Emm: Which is your favourite football team?
Gilles: I?m an Arsenal fan. Yeah, so I was doing a lot of sport but then suddenly I just got into music and that really took me away. I never really thought of it as being a career thing, as a child. My mum and dad left England when I was seventeen. My dad is French, so they moved over there, but I stayed, and I just made it on my own. I made a living, so I?m happy about that.

Emm: How do you compare the experience of being a radio DJ versus playing out? Are there aspects of one that you like better than the other?
Gilles: Well, I?ve got a family and I?ve got kids and so I need to do a little bit less DJing and clubbing, but I love it. That?s the thing; it gives me a lot of energy which I hope I bring onto the radio. I think that?s what gives my radio show that edge in a way. I?m listening to music from a club and radio perspective. So I can hear how certain records work.

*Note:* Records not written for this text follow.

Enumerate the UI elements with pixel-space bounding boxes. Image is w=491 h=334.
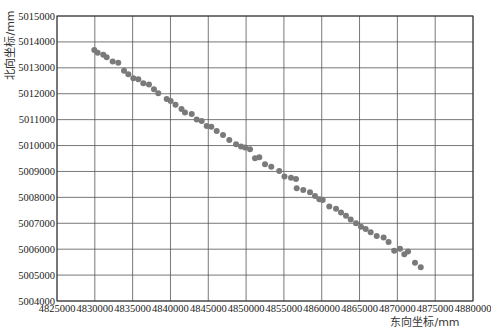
grid-lines (57, 16, 473, 301)
data-point (307, 189, 313, 195)
y-tick-label: 5007000 (18, 218, 55, 229)
data-point (140, 80, 146, 86)
data-point (173, 102, 179, 108)
x-tick-label: 4855000 (266, 303, 303, 314)
data-point (110, 59, 116, 65)
data-point (320, 197, 326, 203)
data-point (220, 132, 226, 138)
y-tick-label: 5013000 (18, 62, 55, 73)
data-point (214, 128, 220, 134)
data-point (368, 229, 374, 235)
data-point (125, 71, 131, 77)
data-point (155, 90, 161, 96)
data-point (326, 203, 332, 209)
y-axis-label: 北向坐标/mm (3, 10, 17, 79)
data-point (343, 213, 349, 219)
data-point (293, 176, 299, 182)
y-tick-label: 5009000 (18, 166, 55, 177)
x-tick-label: 4875000 (417, 303, 454, 314)
x-tick-label: 4845000 (190, 303, 227, 314)
data-point (146, 81, 152, 87)
data-point (199, 118, 205, 124)
y-tick-label: 5004000 (18, 296, 55, 307)
x-tick-label: 4835000 (114, 303, 151, 314)
y-tick-label: 5006000 (18, 244, 55, 255)
data-point (182, 109, 188, 115)
data-point (397, 246, 403, 252)
data-points (91, 47, 423, 270)
data-point (268, 164, 274, 170)
x-tick-label: 4880000 (455, 303, 491, 314)
y-tick-label: 5008000 (18, 192, 55, 203)
data-point (288, 175, 294, 181)
data-point (95, 50, 101, 56)
data-point (294, 185, 300, 191)
data-point (418, 264, 424, 270)
data-point (115, 60, 121, 66)
data-point (412, 260, 418, 266)
data-point (226, 137, 232, 143)
y-tick-label: 5005000 (18, 270, 55, 281)
x-tick-label: 4850000 (228, 303, 265, 314)
data-point (353, 220, 359, 226)
data-point (300, 187, 306, 193)
data-point (208, 124, 214, 130)
x-tick-label: 4865000 (341, 303, 378, 314)
x-tick-label: 4870000 (379, 303, 416, 314)
scatter-chart: 4825000483000048350004840000484500048500… (0, 0, 491, 334)
data-point (256, 154, 262, 160)
data-point (405, 249, 411, 255)
y-tick-label: 5012000 (18, 88, 55, 99)
data-point (247, 146, 253, 152)
data-point (135, 76, 141, 82)
y-tick-labels: 5004000500500050060005007000500800050090… (18, 11, 55, 307)
y-tick-label: 5014000 (18, 36, 55, 47)
data-point (391, 248, 397, 254)
x-tick-label: 4840000 (152, 303, 189, 314)
plot-frame (57, 16, 473, 301)
data-point (374, 233, 380, 239)
data-point (381, 235, 387, 241)
x-tick-label: 4830000 (76, 303, 113, 314)
data-point (386, 239, 392, 245)
data-point (276, 168, 282, 174)
data-point (104, 54, 110, 60)
x-axis-label: 东向坐标/mm (390, 315, 459, 329)
data-point (333, 206, 339, 212)
x-tick-label: 4860000 (303, 303, 340, 314)
y-tick-label: 5015000 (18, 11, 55, 22)
data-point (168, 98, 174, 104)
data-point (282, 173, 288, 179)
data-point (130, 75, 136, 81)
data-point (348, 216, 354, 222)
y-tick-label: 5010000 (18, 140, 55, 151)
data-point (189, 111, 195, 117)
data-point (363, 226, 369, 232)
x-tick-labels: 4825000483000048350004840000484500048500… (39, 303, 491, 314)
data-point (338, 209, 344, 215)
y-tick-label: 5011000 (19, 114, 55, 125)
data-point (262, 161, 268, 167)
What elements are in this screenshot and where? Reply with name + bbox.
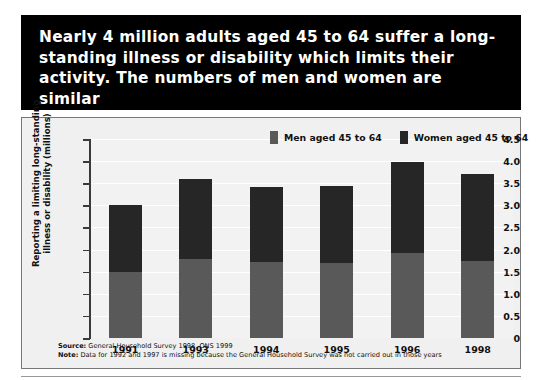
gridline xyxy=(90,183,513,184)
y-axis-tick xyxy=(83,139,90,141)
plot-area xyxy=(90,139,513,338)
gridline xyxy=(90,250,513,251)
y-axis-label: 2.5 xyxy=(464,222,520,233)
y-axis-tick xyxy=(83,205,90,207)
note-label: Note: xyxy=(58,351,78,359)
gridline xyxy=(90,272,513,273)
legend-item-men: Men aged 45 to 64 xyxy=(270,131,382,144)
chart-panel: Reporting a limiting long-standing illne… xyxy=(21,117,521,369)
x-axis-label: 1994 xyxy=(236,344,297,355)
y-axis-tick xyxy=(83,338,90,340)
bar-segment-women[interactable] xyxy=(391,162,424,252)
y-axis-label: 2.0 xyxy=(464,244,520,255)
y-axis-tick xyxy=(83,294,90,296)
bar-group[interactable] xyxy=(391,162,424,338)
bar-segment-women[interactable] xyxy=(179,179,212,259)
x-axis-label: 1995 xyxy=(306,344,367,355)
y-axis-label: 0.5 xyxy=(464,310,520,321)
bar-group[interactable] xyxy=(320,186,353,338)
bar-segment-women[interactable] xyxy=(109,205,142,271)
bottom-divider xyxy=(21,376,521,377)
y-axis-title: Reporting a limiting long-standing illne… xyxy=(31,86,52,282)
x-axis-label: 1998 xyxy=(447,344,508,355)
bar-group[interactable] xyxy=(179,179,212,338)
source-label: Source: xyxy=(58,342,86,350)
legend-swatch-women-icon xyxy=(400,131,408,144)
y-axis-label: 4.5 xyxy=(464,134,520,145)
y-axis-tick xyxy=(83,183,90,185)
bar-segment-men[interactable] xyxy=(109,272,142,338)
legend-swatch-men-icon xyxy=(270,131,278,144)
page-title: Nearly 4 million adults aged 45 to 64 su… xyxy=(39,27,503,109)
gridline xyxy=(90,294,513,295)
y-axis-label: 0 xyxy=(464,333,520,344)
figure-container: Nearly 4 million adults aged 45 to 64 su… xyxy=(0,0,542,380)
title-banner: Nearly 4 million adults aged 45 to 64 su… xyxy=(21,15,521,110)
y-axis-tick xyxy=(83,316,90,318)
bar-segment-men[interactable] xyxy=(391,253,424,338)
gridline xyxy=(90,161,513,162)
y-axis-tick xyxy=(83,227,90,229)
x-axis-label: 1991 xyxy=(95,344,156,355)
y-axis-tick xyxy=(83,250,90,252)
bar-segment-men[interactable] xyxy=(250,262,283,338)
bar-group[interactable] xyxy=(109,205,142,338)
y-axis-tick xyxy=(83,272,90,274)
bar-segment-men[interactable] xyxy=(320,263,353,338)
gridline xyxy=(90,205,513,206)
y-axis-label: 1.0 xyxy=(464,288,520,299)
bar-segment-men[interactable] xyxy=(179,259,212,338)
y-axis-tick xyxy=(83,161,90,163)
bar-segment-women[interactable] xyxy=(250,187,283,262)
x-axis-label: 1996 xyxy=(377,344,438,355)
y-axis-label: 4.0 xyxy=(464,156,520,167)
gridline xyxy=(90,227,513,228)
legend-label-men: Men aged 45 to 64 xyxy=(284,132,382,143)
bar-group[interactable] xyxy=(250,187,283,338)
x-axis-label: 1993 xyxy=(165,344,226,355)
y-axis-label: 3.5 xyxy=(464,178,520,189)
y-axis-label: 3.0 xyxy=(464,200,520,211)
bar-segment-women[interactable] xyxy=(320,186,353,263)
y-axis-label: 1.5 xyxy=(464,266,520,277)
gridline xyxy=(90,316,513,317)
y-axis-line xyxy=(89,139,91,339)
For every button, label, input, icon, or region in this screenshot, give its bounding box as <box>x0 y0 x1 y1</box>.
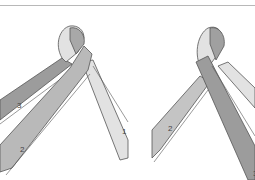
left-panel: 3 2 1 <box>0 26 128 175</box>
label-strand-3: 3 <box>17 101 22 110</box>
right-strand-2 <box>152 76 210 158</box>
braid-illustration: 3 2 1 2 3 <box>0 0 255 180</box>
label-strand-3-right: 3 <box>253 169 255 178</box>
label-strand-1: 1 <box>122 127 127 136</box>
label-strand-2-right: 2 <box>168 124 173 133</box>
label-strand-2: 2 <box>20 145 25 154</box>
right-panel: 2 3 <box>152 27 255 180</box>
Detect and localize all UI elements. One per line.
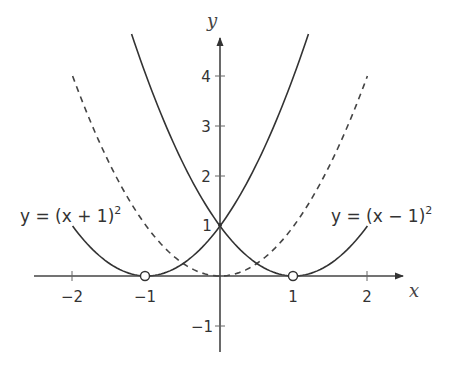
y-axis-label: y: [206, 10, 218, 31]
equation-right-exponent: 2: [425, 204, 432, 217]
y-tick-label-neg1: −1: [191, 318, 213, 336]
equation-label-left: y = (x + 1)2: [20, 204, 121, 226]
equation-label-right: y = (x − 1)2: [331, 204, 432, 226]
equation-left-main: y = (x + 1): [20, 206, 114, 226]
equation-left-exponent: 2: [114, 204, 121, 217]
curve-y-equals-x-plus-1-squared: [73, 34, 309, 276]
x-tick-label-neg2: −2: [61, 288, 83, 306]
intersection-point: [218, 223, 222, 227]
x-tick-label-neg1: −1: [134, 288, 156, 306]
y-tick-label-3: 3: [201, 118, 211, 136]
equation-right-main: y = (x − 1): [331, 206, 425, 226]
curve-y-equals-x-minus-1-squared: [132, 34, 368, 276]
x-axis-label: x: [409, 280, 419, 301]
y-tick-label-4: 4: [201, 68, 211, 86]
open-circle-neg1: [141, 272, 150, 281]
y-tick-label-1: 1: [202, 217, 212, 235]
y-tick-label-2: 2: [201, 168, 211, 186]
open-circle-1: [289, 272, 298, 281]
x-tick-label-1: 1: [288, 288, 298, 306]
parabola-graph: −2 −1 1 2 4 3 2 1 −1 y x y = (x + 1)2 y …: [0, 0, 450, 377]
x-tick-label-2: 2: [362, 288, 372, 306]
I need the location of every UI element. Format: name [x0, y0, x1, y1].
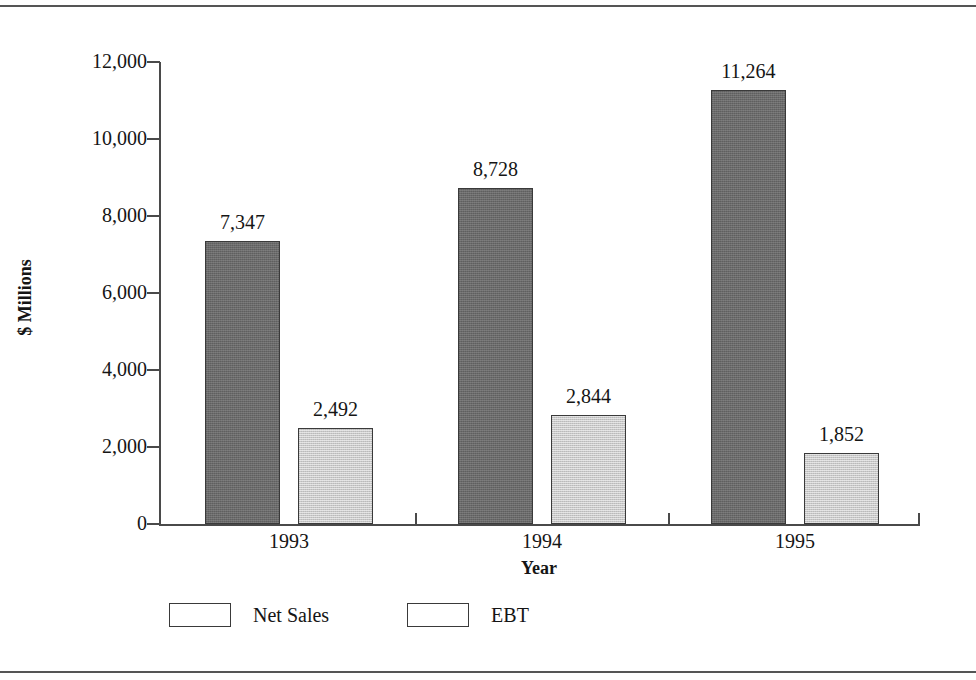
bar-value-label: 2,844 — [519, 386, 659, 406]
y-axis-tick-label-text: 12,000 — [55, 51, 147, 71]
y-axis-tick-label: 2,000 — [30, 436, 147, 456]
legend-swatch — [169, 603, 231, 627]
x-axis-title: Year — [159, 558, 919, 579]
bar-net-sales-1994 — [458, 188, 533, 524]
legend-swatch — [407, 603, 469, 627]
bar-net-sales-1995 — [711, 90, 786, 524]
bar-chart-figure: 02,0004,0006,0008,00010,00012,000 $ Mill… — [0, 0, 976, 680]
y-axis-tick — [147, 369, 160, 371]
y-axis-tick — [147, 446, 160, 448]
bar-ebt-1993 — [298, 428, 373, 524]
y-axis-tick-label-text: 8,000 — [55, 205, 147, 225]
legend-entry-ebt[interactable]: EBT — [407, 603, 529, 627]
y-axis-tick-label: 0 — [30, 513, 147, 533]
bar-ebt-1995 — [804, 453, 879, 524]
bar-value-label: 1,852 — [772, 424, 912, 444]
y-axis-tick-label-text: 10,000 — [55, 128, 147, 148]
bar-value-label: 2,492 — [266, 399, 406, 419]
bar-ebt-1994 — [551, 415, 626, 524]
x-axis-tick — [918, 513, 920, 526]
y-axis-tick — [147, 292, 160, 294]
legend-label: EBT — [491, 604, 529, 627]
bar-net-sales-1993 — [205, 241, 280, 524]
y-axis-line — [159, 62, 161, 526]
y-axis-tick-label: 4,000 — [30, 359, 147, 379]
x-axis-tick — [415, 513, 417, 526]
y-axis-tick-label: 6,000 — [30, 282, 147, 302]
x-axis-category-label: 1994 — [452, 530, 632, 553]
bar-value-label: 11,264 — [679, 61, 819, 81]
y-axis-tick — [147, 61, 160, 63]
y-axis-tick-label: 12,000 — [30, 51, 147, 71]
y-axis-tick-label-text: 2,000 — [55, 436, 147, 456]
bar-value-label: 7,347 — [173, 212, 313, 232]
y-axis-tick-label-text: 6,000 — [55, 282, 147, 302]
y-axis-tick — [147, 523, 160, 525]
x-axis-category-label: 1993 — [199, 530, 379, 553]
y-axis-tick — [147, 138, 160, 140]
y-axis-tick-label: 10,000 — [30, 128, 147, 148]
x-axis-tick — [668, 513, 670, 526]
y-axis-tick-label-text: 0 — [55, 513, 147, 533]
x-axis-category-label: 1995 — [705, 530, 885, 553]
chart-legend: Net SalesEBT — [159, 603, 919, 627]
y-axis-tick-label: 8,000 — [30, 205, 147, 225]
y-axis-title: $ Millions — [15, 223, 36, 373]
y-axis-tick-label-text: 4,000 — [55, 359, 147, 379]
x-axis-line — [159, 524, 919, 526]
legend-entry-net-sales[interactable]: Net Sales — [169, 603, 329, 627]
legend-label: Net Sales — [253, 604, 329, 627]
bar-value-label: 8,728 — [426, 159, 566, 179]
y-axis-tick — [147, 215, 160, 217]
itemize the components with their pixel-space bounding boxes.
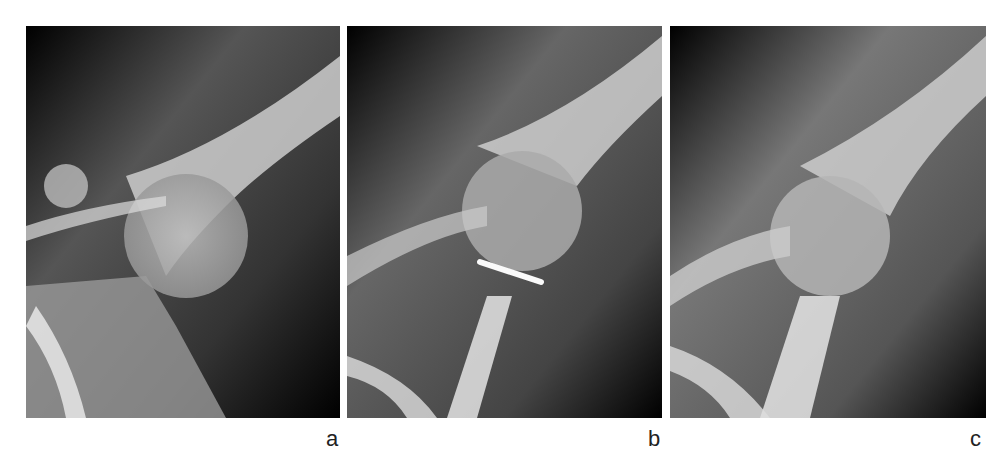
panel-label-c: c: [970, 426, 981, 452]
xray-panel-a: [26, 26, 340, 418]
panel-label-a: a: [326, 426, 338, 452]
xray-panel-c: [670, 26, 986, 418]
panel-label-b: b: [648, 426, 660, 452]
xray-panel-b: [347, 26, 662, 418]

If I?m listening to them at home, I?m like that?s alright. But if I?m playing in a club, certain records just take a whole different light. So in that respect I think the show?s been a quite good line between the club and the home with the headphones kind of thing. And actually I get more money doing gigs. That?s my main source of income. You don?t really make a lot of money on radio, in England anyway. I don?t know but it?s probably the same here.